While elements of Microsoft's Office suite have been in use for more than 20 years, the company now appears unpleasantly convinced that nobody really has any idea how to use the product.
Written by Angus Kidman, Contributor

While elements of Microsoft's Office suite have been in use for more than 20 years, the company now appears unpleasantly convinced that nobody really has any idea how to use the product.

I spent yesterday at a technical media preview for Office 2007 (due in November for enterprise customers and early next year for the mass market), and what really struck me about the latest version is what little regard Microsoft seems to have for its existing user base.

In the core Office document creation applications -- Word, Excel and PowerPoint -- the traditional Windows application arrangement of a top-of-screen menu followed by a toolbar has been replaced with the "ribbon", a super-expanded toolbar which allows you to click on what Microsoft says are the most commonly used features. There's no menu bar at all, and no option to switch back to the "classic" view (unlike, say, Windows Vista, which does give you the choice of ignoring its nice-to-look-at-doesn't-add-much Aero interface).

Microsoft argues that this arrangement makes it easier for users to discover features in the product they might have otherwise missed, which seems vaguely reasonable (the company claims the first version of Word offered less than 100 commands, while the new one has more than 1,000). However, this comes at the cost of making life very difficult for users (like me) who are familiar with the existing menu structure and use it for access to keyboard shortcuts. Some of these are supported "invisibly" (if you use the shortcuts, they'll work, but there's no on-screen cues), while others have disappeared altogether.

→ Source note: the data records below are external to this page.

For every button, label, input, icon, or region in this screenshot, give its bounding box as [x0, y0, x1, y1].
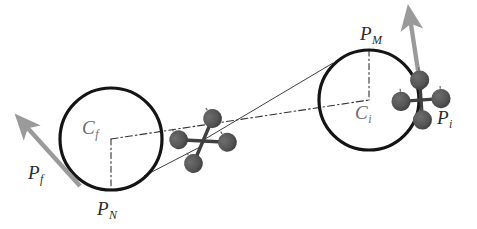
label-p-n-base: P — [97, 198, 109, 219]
quad-rotor — [164, 124, 192, 153]
label-p-i-sub: i — [449, 117, 452, 131]
label-p-i-base: P — [437, 107, 449, 128]
label-c-i-base: C — [355, 102, 368, 123]
label-c-f-base: C — [82, 117, 95, 138]
tangent-line-upper — [200, 63, 333, 142]
label-c-f: Cf — [82, 118, 99, 140]
label-p-m-base: P — [360, 23, 372, 44]
label-p-f-sub: f — [40, 172, 43, 186]
label-p-f-base: P — [28, 162, 40, 183]
quad-rotor — [198, 103, 226, 132]
construction-lines — [111, 50, 369, 190]
figure-canvas: Cf Pf PN PM Ci Pi — [0, 0, 477, 229]
label-p-m: PM — [360, 24, 382, 46]
quadcopter-final — [164, 103, 240, 177]
diagram-svg — [0, 0, 477, 229]
tangent-lines — [144, 63, 333, 176]
label-p-n: PN — [97, 199, 117, 221]
label-p-n-sub: N — [109, 208, 117, 222]
label-p-i: Pi — [437, 108, 452, 130]
label-p-m-sub: M — [372, 33, 382, 47]
quad-rotor — [179, 148, 207, 177]
label-c-i: Ci — [355, 103, 372, 125]
label-c-i-sub: i — [368, 112, 371, 126]
quad-rotor — [430, 85, 451, 108]
label-c-f-sub: f — [95, 127, 98, 141]
label-p-f: Pf — [28, 163, 43, 185]
quad-rotor — [391, 88, 412, 111]
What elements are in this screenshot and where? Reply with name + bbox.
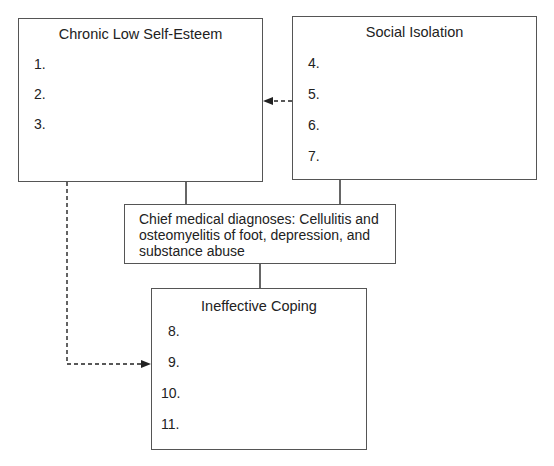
list-item: 10.	[161, 385, 180, 401]
node-chief-diagnoses: Chief medical diagnoses: Cellulitis and …	[124, 204, 396, 264]
list-item: 3.	[34, 116, 46, 132]
list-item: 8.	[168, 323, 180, 339]
list-item: 11.	[161, 416, 179, 432]
list-item: 6.	[308, 117, 320, 133]
node-title: Ineffective Coping	[152, 298, 366, 314]
node-chronic-low-self-esteem: Chronic Low Self-Esteem 1. 2. 3.	[18, 18, 263, 182]
node-social-isolation: Social Isolation 4. 5. 6. 7.	[292, 16, 537, 180]
node-title: Social Isolation	[293, 24, 536, 40]
list-item: 5.	[308, 86, 320, 102]
node-ineffective-coping: Ineffective Coping 8. 9. 10. 11.	[151, 288, 367, 450]
chief-diagnoses-text: Chief medical diagnoses: Cellulitis and …	[139, 211, 389, 259]
list-item: 2.	[34, 86, 46, 102]
list-item: 9.	[168, 354, 180, 370]
list-item: 4.	[308, 55, 320, 71]
list-item: 1.	[34, 56, 46, 72]
node-title: Chronic Low Self-Esteem	[19, 26, 262, 42]
list-item: 7.	[308, 148, 320, 164]
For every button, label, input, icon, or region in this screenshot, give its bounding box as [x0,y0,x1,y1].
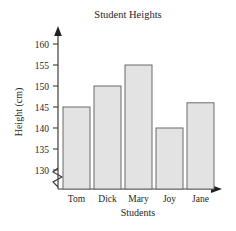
y-axis-title: Height (cm) [13,88,25,137]
x-tick-labels: Tom Dick Mary Joy Jane [68,194,209,204]
y-tick-label-145: 145 [35,103,50,113]
y-tick-labels: 160 155 150 145 140 135 130 [35,40,50,176]
chart-canvas: Student Heights 160 155 150 1 [0,0,236,231]
y-axis-arrow-icon [54,26,62,36]
y-tick-marks [53,44,58,170]
y-tick-label-140: 140 [35,124,50,134]
bar-joy[interactable] [156,128,183,189]
x-tick-label-mary: Mary [128,194,149,204]
y-tick-label-160: 160 [35,40,50,50]
y-tick-label-135: 135 [35,145,50,155]
bar-tom[interactable] [63,107,90,189]
chart-title: Student Heights [94,9,161,20]
y-tick-label-150: 150 [35,82,50,92]
bar-series [63,65,214,189]
x-tick-label-tom: Tom [68,194,86,204]
x-tick-label-dick: Dick [98,194,117,204]
x-tick-label-joy: Joy [163,194,176,204]
bar-chart-figure: Student Heights 160 155 150 1 [0,0,236,231]
bar-dick[interactable] [94,86,121,189]
y-tick-label-130: 130 [35,166,50,176]
y-tick-label-155: 155 [35,61,50,71]
x-tick-label-jane: Jane [192,194,209,204]
x-axis-title: Students [121,207,156,218]
bar-mary[interactable] [125,65,152,189]
bar-jane[interactable] [187,103,214,189]
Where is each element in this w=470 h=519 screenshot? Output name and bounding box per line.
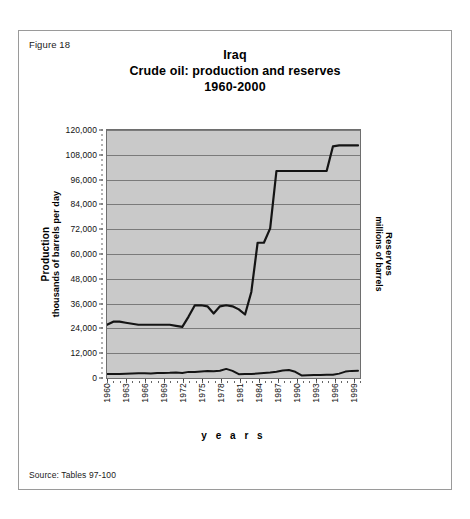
y-axis-minor-tick (101, 154, 103, 155)
x-axis-title: y e a r s (106, 430, 361, 441)
y-axis-minor-tick (101, 278, 103, 279)
y-axis-minor-tick (101, 130, 103, 131)
x-axis-minor-tick (145, 381, 146, 383)
y-axis-minor-tick (101, 258, 103, 259)
x-axis-minor-tick (158, 381, 159, 383)
x-axis-minor-tick (120, 381, 121, 383)
y-axis-minor-tick (101, 134, 103, 135)
y-axis-labels: 012,00024,00036,00048,00060,00072,00084,… (19, 123, 103, 385)
x-axis-minor-tick (347, 381, 348, 383)
x-axis-tick-label: 1987 (273, 383, 283, 403)
y-axis-minor-tick (101, 288, 103, 289)
y-axis-minor-tick (101, 298, 103, 299)
x-axis-minor-tick (126, 381, 127, 383)
x-axis-minor-tick (335, 381, 336, 383)
y-axis-tick-label: 96,000 (70, 175, 97, 185)
y-axis-tick-label: 84,000 (70, 199, 97, 209)
x-axis-tick-label: 1966 (140, 383, 150, 403)
x-axis-minor-tick (227, 381, 228, 383)
y-axis-minor-tick (101, 254, 103, 255)
y-axis-minor-tick (101, 209, 103, 210)
y-axis-minor-tick (101, 229, 103, 230)
y-axis-minor-tick (101, 139, 103, 140)
x-axis-tick-label: 1978 (216, 383, 226, 403)
x-axis-minor-tick (252, 381, 253, 383)
y-axis-minor-tick (101, 268, 103, 269)
x-axis-tick-label: 1996 (330, 383, 340, 403)
y-axis-minor-tick (101, 283, 103, 284)
y-axis-minor-tick (101, 224, 103, 225)
x-axis-minor-tick (309, 381, 310, 383)
y-axis-tick-label: 48,000 (70, 274, 97, 284)
y2-axis-title: Reserves millions of barrels (371, 129, 397, 379)
y-axis-minor-tick (101, 368, 103, 369)
y-axis-minor-tick (101, 179, 103, 180)
x-axis-minor-tick (221, 381, 222, 383)
x-axis-minor-tick (139, 381, 140, 383)
x-axis-minor-tick (215, 381, 216, 383)
y2-axis-title-line2: millions of barrels (374, 216, 384, 291)
y-axis-minor-tick (101, 313, 103, 314)
x-axis-minor-tick (316, 381, 317, 383)
x-axis-minor-tick (284, 381, 285, 383)
x-axis-minor-tick (341, 381, 342, 383)
x-axis-minor-tick (132, 381, 133, 383)
y-axis-minor-tick (101, 293, 103, 294)
y-axis-minor-tick (101, 378, 103, 379)
x-axis-tick-label: 1963 (121, 383, 131, 403)
x-axis-tick-label: 1984 (254, 383, 264, 403)
x-axis-tick-label: 1969 (159, 383, 169, 403)
y-axis-minor-tick (101, 249, 103, 250)
y-axis-minor-tick (101, 144, 103, 145)
x-axis-minor-tick (278, 381, 279, 383)
y-axis-minor-tick (101, 348, 103, 349)
x-axis-tick-label: 1972 (178, 383, 188, 403)
y-axis-minor-tick (101, 338, 103, 339)
x-axis-tick-label: 1993 (311, 383, 321, 403)
screenshot-page: Figure 18 Iraq Crude oil: production and… (0, 0, 470, 519)
y-axis-tick-label: 60,000 (70, 249, 97, 259)
y-axis-minor-tick (101, 353, 103, 354)
x-axis-minor-tick (271, 381, 272, 383)
y-axis-minor-tick (101, 323, 103, 324)
chart-area: Production thousands of barrels per day … (19, 31, 453, 491)
source-note: Source: Tables 97-100 (29, 470, 116, 480)
y-axis-minor-tick (101, 358, 103, 359)
y-axis-minor-tick (101, 169, 103, 170)
x-axis-tick-label: 1981 (235, 383, 245, 403)
x-axis-minor-tick (259, 381, 260, 383)
y-axis-minor-tick (101, 159, 103, 160)
y-axis-minor-tick (101, 318, 103, 319)
x-axis-minor-tick (297, 381, 298, 383)
y-axis-minor-tick (101, 189, 103, 190)
y-axis-minor-tick (101, 149, 103, 150)
x-axis-minor-tick (240, 381, 241, 383)
x-axis-minor-tick (303, 381, 304, 383)
y-axis-tick-label: 36,000 (70, 299, 97, 309)
y-axis-tick-label: 72,000 (70, 224, 97, 234)
series-lines (107, 130, 360, 378)
y-axis-minor-tick (101, 219, 103, 220)
y-axis-tick-label: 24,000 (70, 323, 97, 333)
x-axis-minor-tick (183, 381, 184, 383)
x-axis-tick-label: 1990 (292, 383, 302, 403)
y-axis-minor-tick (101, 373, 103, 374)
x-axis-minor-tick (246, 381, 247, 383)
plot-area (106, 129, 361, 379)
x-axis-labels: 1960196319661969197219751978198119841987… (106, 383, 361, 425)
x-axis-minor-tick (177, 381, 178, 383)
x-axis-minor-tick (265, 381, 266, 383)
y-axis-minor-tick (101, 333, 103, 334)
x-axis-minor-tick (290, 381, 291, 383)
series-reserves (107, 145, 358, 326)
x-axis-minor-tick (208, 381, 209, 383)
y-axis-minor-tick (101, 343, 103, 344)
x-axis-minor-tick (322, 381, 323, 383)
x-axis-minor-tick (189, 381, 190, 383)
x-axis-minor-tick (234, 381, 235, 383)
y-axis-minor-tick (101, 303, 103, 304)
y-axis-minor-tick (101, 234, 103, 235)
y-axis-minor-tick (101, 204, 103, 205)
x-axis-minor-tick (107, 381, 108, 383)
figure-panel: Figure 18 Iraq Crude oil: production and… (18, 30, 452, 490)
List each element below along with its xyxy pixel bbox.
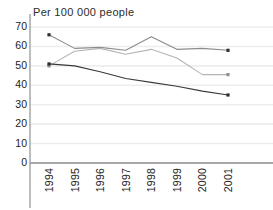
x-axis-tick-labels: 19941995199619971998199920002001 <box>0 0 273 210</box>
x-tick-label: 1994 <box>43 168 55 192</box>
chart-container: Per 100 000 people 010203040506070 19941… <box>0 0 273 210</box>
x-tick-label: 1995 <box>69 168 81 192</box>
x-tick-label: 2001 <box>222 168 234 192</box>
x-tick-label: 1998 <box>145 168 157 192</box>
x-tick-label: 1997 <box>120 168 132 192</box>
x-tick-label: 2000 <box>196 168 208 192</box>
x-tick-label: 1999 <box>171 168 183 192</box>
x-tick-label: 1996 <box>94 168 106 192</box>
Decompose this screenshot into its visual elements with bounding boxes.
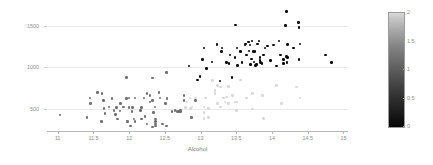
data-point: [282, 58, 285, 61]
data-point: [151, 99, 154, 102]
data-point: [280, 102, 283, 105]
data-point: [258, 40, 261, 43]
data-point: [235, 101, 238, 104]
colorbar: 00.511.52: [388, 12, 432, 130]
x-tick-mark: [236, 131, 237, 134]
data-point: [279, 54, 282, 57]
data-point: [104, 112, 107, 115]
data-point: [201, 58, 204, 61]
data-point: [59, 114, 62, 117]
data-point: [224, 101, 227, 104]
colorbar-tick-mark: [403, 98, 405, 99]
data-point: [152, 111, 155, 114]
data-point: [140, 118, 143, 121]
data-point: [231, 76, 234, 79]
y-tick-mark: [44, 26, 47, 27]
data-point: [140, 106, 143, 109]
data-point: [144, 115, 147, 118]
data-point: [330, 61, 333, 64]
gridline-y: [47, 26, 347, 27]
data-point: [179, 110, 182, 113]
x-tick-mark: [58, 131, 59, 134]
data-point: [219, 80, 222, 83]
data-point: [129, 125, 132, 128]
data-point: [128, 97, 131, 100]
data-point: [205, 67, 208, 70]
data-point: [286, 56, 289, 59]
y-tick-mark: [44, 109, 47, 110]
data-point: [149, 94, 152, 97]
data-point: [125, 76, 128, 79]
colorbar-tick-mark: [403, 12, 405, 13]
data-point: [158, 91, 161, 94]
data-point: [324, 54, 327, 57]
data-point: [227, 85, 230, 88]
data-point: [298, 58, 301, 61]
data-point: [245, 97, 248, 100]
data-point: [146, 92, 149, 95]
data-point: [196, 79, 199, 82]
gridline-y: [47, 109, 347, 110]
x-tick-label: 14: [260, 135, 284, 141]
data-point: [115, 106, 118, 109]
data-point: [299, 43, 302, 46]
data-point: [235, 109, 238, 112]
data-point: [259, 56, 262, 59]
data-point: [249, 63, 252, 66]
data-point: [234, 56, 237, 59]
plot-area: [47, 8, 347, 130]
colorbar-tick-mark: [403, 69, 405, 70]
colorbar-tick-mark: [403, 126, 405, 127]
data-point: [282, 62, 285, 65]
x-tick-mark: [165, 131, 166, 134]
data-point: [207, 116, 210, 119]
data-point: [261, 62, 264, 65]
gridline-y: [47, 67, 347, 68]
colorbar-gradient: [388, 12, 405, 128]
data-point: [186, 101, 189, 104]
data-point: [262, 54, 265, 57]
data-point: [247, 41, 250, 44]
data-point: [286, 61, 289, 64]
data-point: [299, 97, 302, 100]
data-point: [151, 77, 154, 80]
data-point: [241, 61, 244, 64]
x-tick-mark: [308, 131, 309, 134]
data-point: [285, 10, 288, 13]
data-point: [286, 43, 289, 46]
colorbar-tick-mark: [403, 41, 405, 42]
colorbar-tick-label: 0.5: [407, 95, 415, 101]
data-point: [236, 64, 239, 67]
data-point: [266, 45, 269, 48]
data-point: [272, 44, 275, 47]
x-tick-label: 14.5: [296, 135, 320, 141]
data-point: [261, 94, 264, 97]
data-point: [220, 50, 223, 53]
data-point: [264, 47, 267, 50]
data-point: [231, 94, 234, 97]
data-point: [221, 47, 224, 50]
data-point: [207, 107, 210, 110]
data-point: [211, 79, 214, 82]
data-point: [251, 92, 254, 95]
data-point: [143, 97, 146, 100]
data-point: [216, 43, 219, 46]
data-point: [250, 58, 253, 61]
y-tick-label: 1000: [13, 64, 39, 70]
data-point: [101, 92, 104, 95]
data-point: [139, 109, 142, 112]
data-point: [134, 120, 137, 123]
data-point: [146, 123, 149, 126]
data-point: [203, 47, 206, 50]
data-point: [227, 102, 230, 105]
x-tick-mark: [201, 131, 202, 134]
data-point: [229, 54, 232, 57]
data-point: [211, 61, 214, 64]
colorbar-tick-label: 1: [407, 66, 410, 72]
data-point: [194, 97, 197, 100]
data-point: [122, 106, 125, 109]
data-point: [248, 50, 251, 53]
x-tick-mark: [93, 131, 94, 134]
data-point: [236, 47, 239, 50]
data-point: [256, 43, 259, 46]
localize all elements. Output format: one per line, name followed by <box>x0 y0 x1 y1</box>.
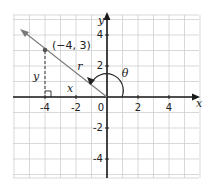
x-tick-label: -4 <box>40 102 50 113</box>
y-axis-arrow-icon <box>104 12 111 20</box>
angle-label: θ <box>122 67 129 80</box>
point-label: (−4, 3) <box>52 39 91 52</box>
coordinate-plane: -4 -2 0 2 4 4 2 -2 -4 x y (−4, 3) r x y … <box>0 0 209 188</box>
vertical-leg-label: y <box>32 70 40 83</box>
y-tick-label: -2 <box>93 122 103 133</box>
x-tick-label: 4 <box>166 102 172 113</box>
ray-arrow-icon <box>20 29 29 37</box>
y-axis-label: y <box>97 14 105 27</box>
radius-label: r <box>77 60 83 73</box>
arc-arrow-icon <box>87 77 95 85</box>
y-tick-label: 2 <box>97 60 103 71</box>
point-marker <box>43 48 48 53</box>
x-tick-label: -2 <box>71 102 81 113</box>
y-tick-label: -4 <box>93 153 103 164</box>
right-angle-marker <box>45 91 51 97</box>
x-tick-label: 2 <box>135 102 141 113</box>
y-tick-label: 4 <box>97 29 103 40</box>
x-axis-label: x <box>196 97 203 110</box>
origin-label: 0 <box>98 102 104 113</box>
horizontal-leg-label: x <box>67 82 74 95</box>
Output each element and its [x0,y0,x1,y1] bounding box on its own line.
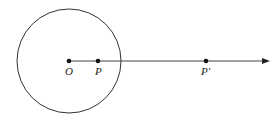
label-o: O [65,65,73,77]
point-p [96,59,101,64]
point-o [67,59,72,64]
label-p-prime: P′ [200,65,211,77]
point-p-prime [204,59,209,64]
label-p: P [94,65,102,77]
inversion-diagram: O P P′ [0,0,280,117]
arrowhead-icon [262,58,270,64]
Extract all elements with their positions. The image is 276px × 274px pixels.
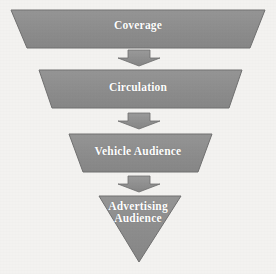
connector-arrow-3 [118,176,160,192]
funnel-label-vehicle-audience: Vehicle Audience [0,145,276,157]
funnel-label-circulation: Circulation [0,81,276,93]
funnel-diagram: Coverage Circulation Vehicle Audience Ad… [0,0,276,274]
connector-arrow-1 [118,50,160,66]
funnel-label-coverage: Coverage [0,19,276,31]
funnel-shapes [0,0,276,274]
funnel-label-advertising-audience: Advertising Audience [0,200,276,224]
connector-arrow-2 [118,113,160,129]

The new approach also restricts the ability of individuals or companies to customise Word (or Excel or whatever) for easy access to their own favourite features. You can customise the quick access toolbar which appears below the ribbon, but not the ribbon itself, and some of its features can't be added to the toolbar in any case.

Such a major interface change is likely to prove expensive for enterprises which have developed detailed documentation on performing particular tasks in the Office environment. While every Office upgrade has tended to require tweaking those documents, there's not been a change as big as ditching the menu structure altogether since the individual Office applications shifted from DOS to Windows.

Microsoft officials concede that the company's own research shows that "power users" are going to have the most trouble adapting to the new interface. That seems insane to me when the central Office marketing message -- that Office applications can be combined and integrated for access to a wide range of customised business collaboration processes -- depends on power users being willing to spend time with the product to make that grandiose vision a reality.

Indeed, there's an amusing contradiction involved. Office 2003 was promoted around the notion that already everyone knew how to use those applications, so it made sense to make them the front-end for other tasks like business intelligence and content management. Office 2007 is being promoted with the notion that most of Office's features are so hard to find that a complete revamp is required so that people can use the products. Which version does Microsoft really believe?